The Modi government had recently installed a 182-metre-tall statue of Patel in Gujarat’s Narmada district. Adityanath had visited the spot early this month and later announced that he would install in Ayodhya a statue of Ram bigger than the effigy of Patel, the world’s tallest now.
Adityanath has not mentioned in public the height of the planned statue of Ram but one of his ministers did at a media conference on Monday.
“The statue of Lord Ram would be 221 metres high. This includes a 20-metre umbrella and a 50-metre pedestal,” energy minister Srikant Sharma, a spokesperson for the state government, said in Lucknow.
Swaroopanand said Ram was not a politician. “The Hindus don’t need his statue. We don’t know whether Adityanath understands the Hindu religion or not. He must quickly learn the basics of the religion to understand why his decision to install Ram’s statue is anti-Hindu,” the shankaracharya said in Varanasi, 200km south of Ayodhya.

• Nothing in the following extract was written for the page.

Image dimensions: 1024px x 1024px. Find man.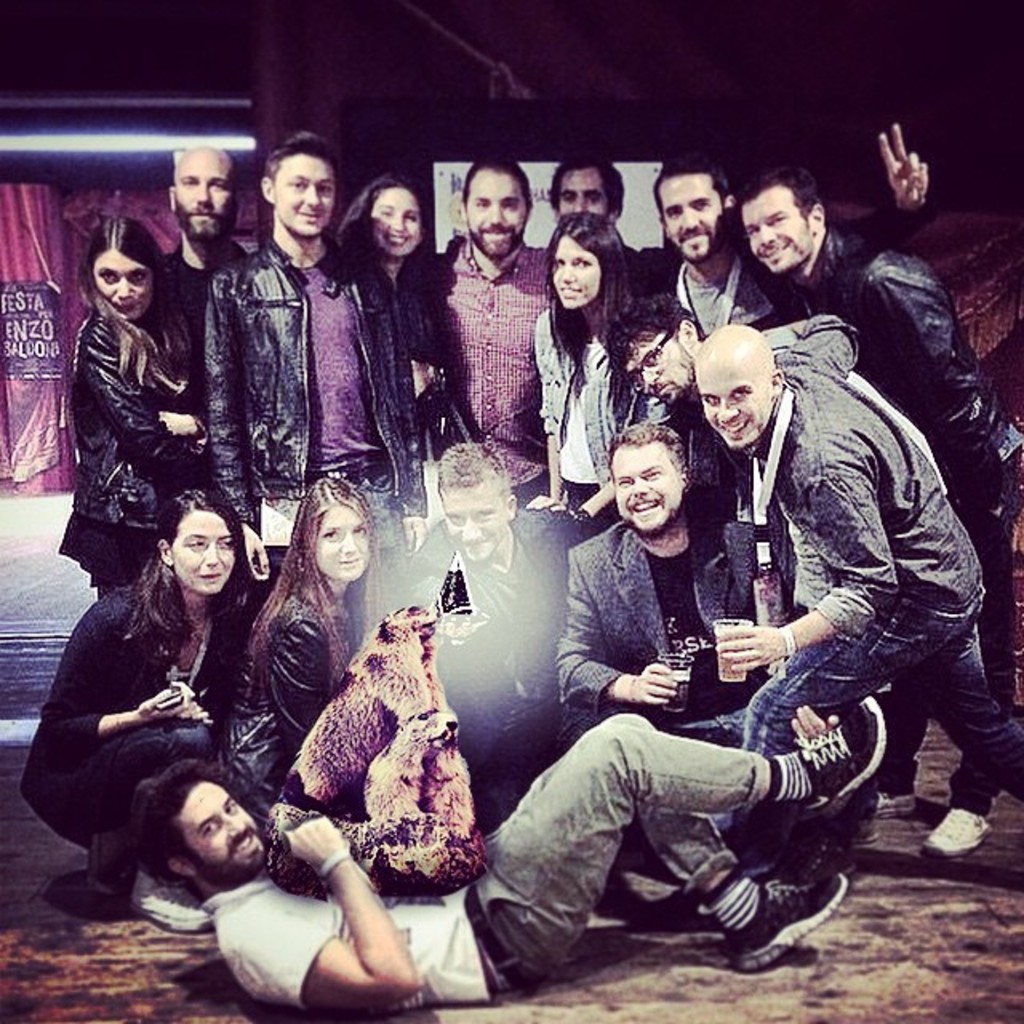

Adityanath, who wears saffron, is the mahant of the Gorakhnath temple in Gorakhpur.
“The Modi and Yogi governments are trying to turn the Hindu religion into a communal force,” he added.
The sadhus assembled in Varanasi later passed a resolution against installing a statue of Ram.
“Since all the sadhus in the religious parliament have passed a resolution unanimously that such a huge statue of Lord Ram would be humiliating for the Hindu religion, we want Adityanath to cancel his plan,” Avimukteshwaranand said in his speech at Sirgovardhan on the outskirts of Varanasi.